I was counting on the fact that the Knights Merciless, like most Stormcast Eternals, would have forgotten the retainer’s existence the moment she had stepped out of their eye line. With any luck they wouldn’t notice that she was coming from the servants’ stair, whereas Vikaeus had departed by the main doors. I crossed my fingers. I was probably worrying over nothing. They probably wouldn’t even recognise she was the same woman as before. I watched from hiding as Nalys relayed my message. After a brief back and forth, which my heart spent most of firmly in my mouth, they turned their mounts about and headed back into the wind.
I grinned as I watched them leave.
Stormcast Eternals, and exalted heroes like the Paladins of the Exemplar and Extremis Chambers are the worst for this, have always underestimated the worth of the mortals amongst them.
I crossed Nalys’ path as I made for the now unguarded door. She winked at me. I thumped the sign of the comet against my breastplate. And then we were off on our separate ways.
The low sun and stinging wind stabbed my eyes the moment I stepped outside.
To my right, the two Concussors were leading Cryax and their own mounts by the bridles towards the stables. Built by visiting duardin masons in the Azyri style, and to Dracothion scale, the stone outhouse looked more like a fortress than the keep it was attached to. It was well kept, but empty. Quiet, save for the desolate scratch of a single stable boy’s brush. Neither the Imperishables nor the Bear-Eaters – nor the Heavens Forged, apparently – benefitted from the might of any Celestial beasts in their number. The stables had been constructed on Vikaeus’ order.

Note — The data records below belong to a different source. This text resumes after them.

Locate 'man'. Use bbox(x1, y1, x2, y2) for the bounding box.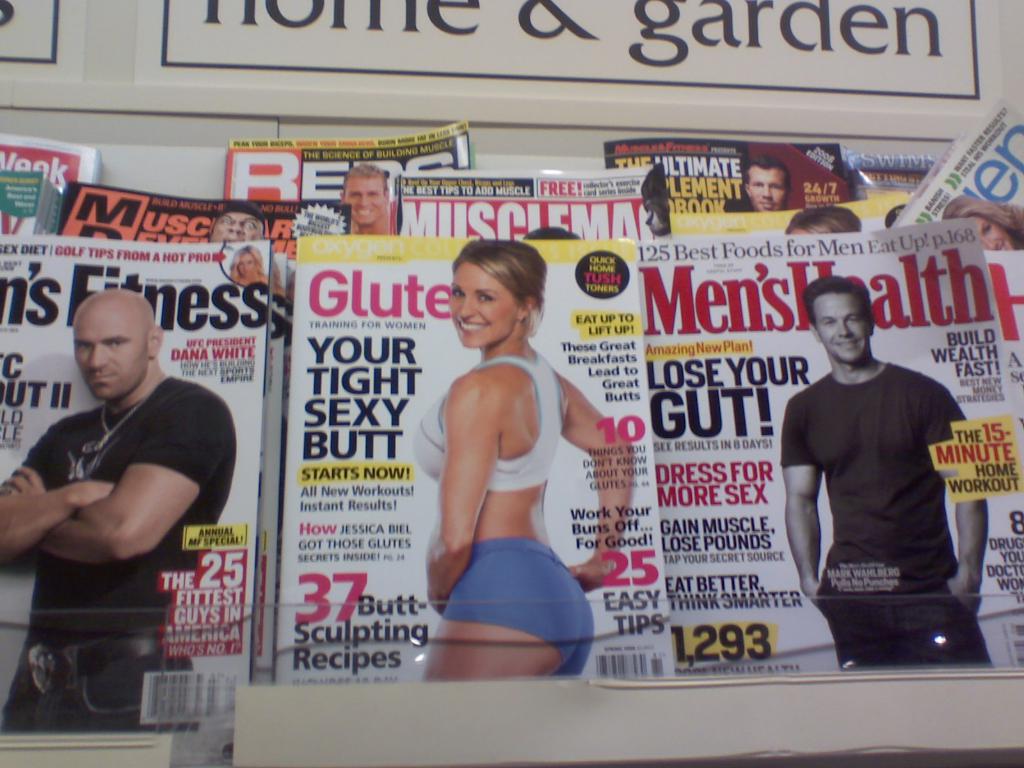
bbox(1, 283, 232, 738).
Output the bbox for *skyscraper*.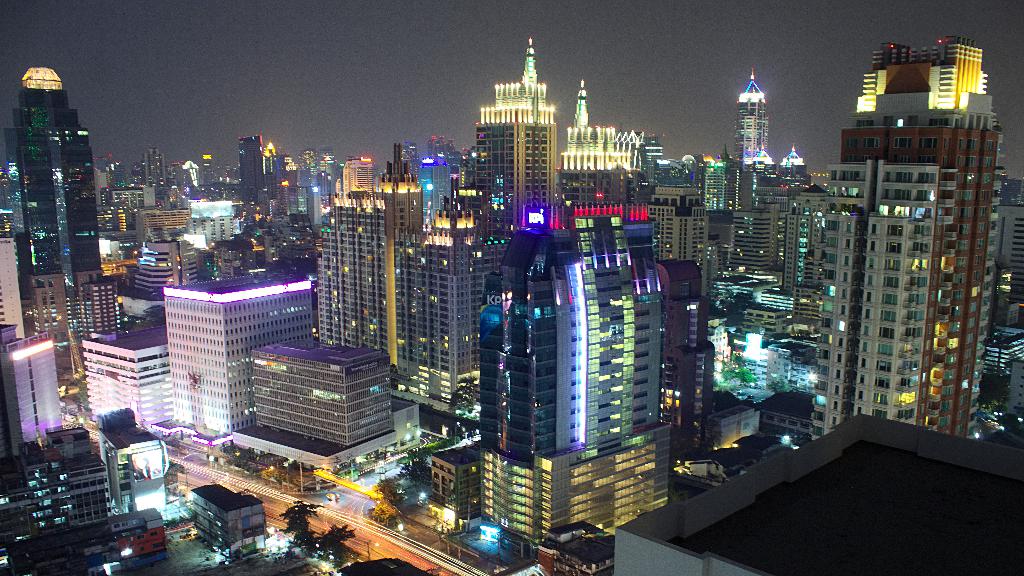
detection(799, 30, 1008, 476).
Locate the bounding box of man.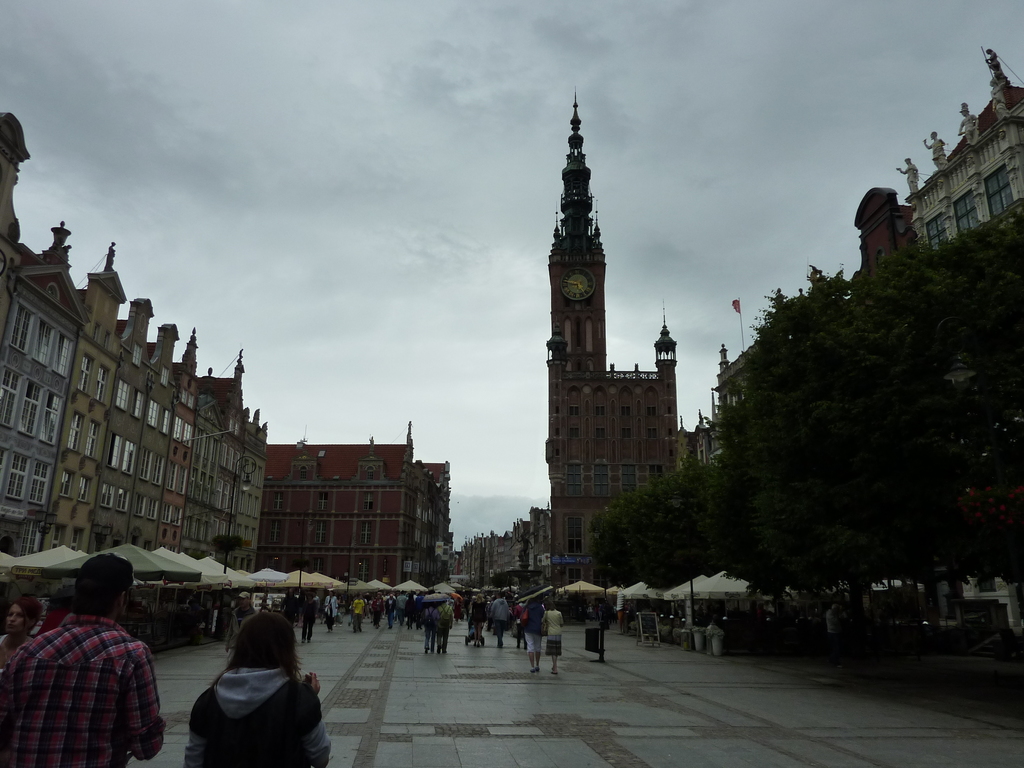
Bounding box: [x1=513, y1=596, x2=528, y2=648].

To my left, the rock of the Gorkomon rose sheer and impenetrable, breaking through the Seven Words’ meandering inner fortifications, buildings clinging to it all the way down to the outer walls and the Morkogon Bridge.
The front door.
My way out.
I hurried down the granite steps and through the inner bailey, waving casually to the duty watchmen, who waved cheerfully back as I ran under the portcullis and into the wards. I clattered down worn steps. Hurtled along fiercely sloping streets. Street vendors and townsfolk, begga
rs and urchins, haunted-looking souls that must have been war refugees from the Gorwood outposts; they clogged the narrow lanes like moss in a gutter. None of them so much as pulled a leg out of my way as I barrelled through them. Quite the opposite, in fact.
‘Hamilcar is here!’
‘Praise Sigmar for you, Hamilcar!’
‘Tell the vermin that the Ward of Akenfel sent you with their blessings, Hamilcar.’
Akturus or Vikaeus would have walked down the same streets and found them suspiciously deserted, but for me the crowds came in force. At every street corner they mobbed me. Out of every pile of stones dedicated to Sigmar or Gorkamorka, or to the scores of local deities to wind and tree whose worship persisted, they flocked. Under the warmed terraces of every blacksmith and brownsmith and shoer of horses, they rejoiced in my name.

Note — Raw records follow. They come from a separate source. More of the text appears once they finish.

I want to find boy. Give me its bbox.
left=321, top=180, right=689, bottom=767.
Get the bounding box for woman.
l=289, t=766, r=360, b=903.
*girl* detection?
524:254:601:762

‘Hamilcar. Hamilcar. Hamilcar.’
I cast a furtive glance back towards the keep.
My plan to slip out of the fortress unnoticed was not exactly falling within the vague outline I had plotted for it.

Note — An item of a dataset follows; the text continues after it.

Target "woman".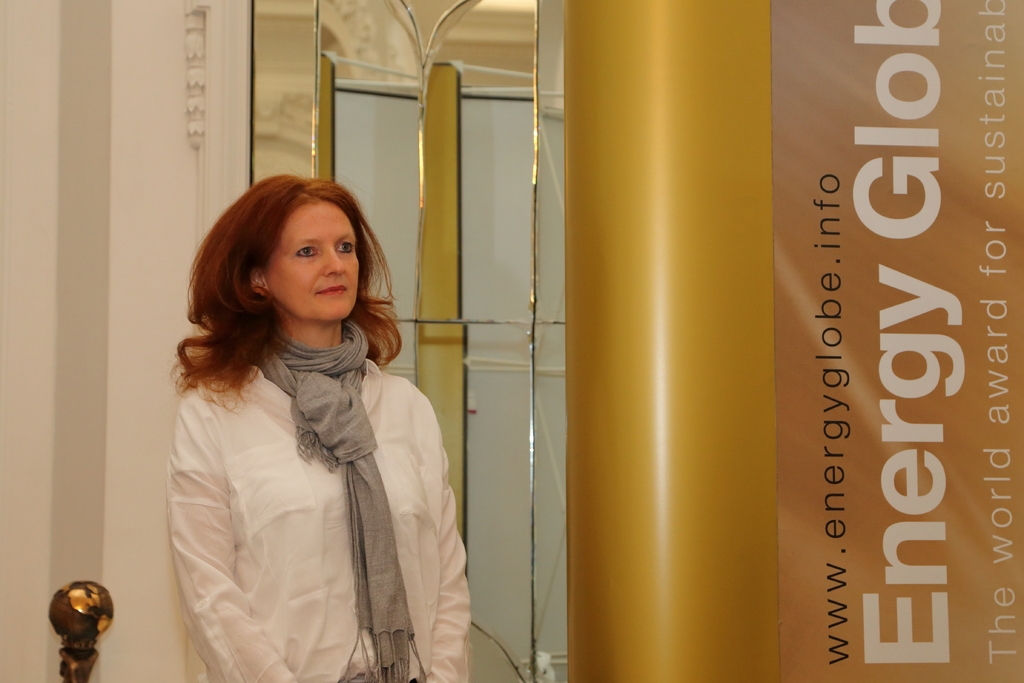
Target region: left=139, top=161, right=461, bottom=682.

Responding to the acclaim with a painted grin and the occasional flexed bicep – for some appearances need to be maintained – I pushed through the adoring crowds as quickly as I could. I waded through a hundred or so well-wishers, gathered outside a building fronted with the emblem of the Grand Conclave where soldiers and officials were parcelling out food, and onto the one real road in the Seven Words, which the first occupiers from Azyr had endearingly called the Bear Road. The cobbles were broken and clotted with weeds, flanked by crumbling stonemasonry that rolled down the steep incline towards the gatehouse. Beyond that massive piece of stonework, designed and built by Lord-Ordinator Ramhos of the Anvils of the Heldenhammer, the horizon bristled with peaks. The dark stone and crag ice of the Morkogon loomed largest, its goliath bulk studded by the occasional stray cloud.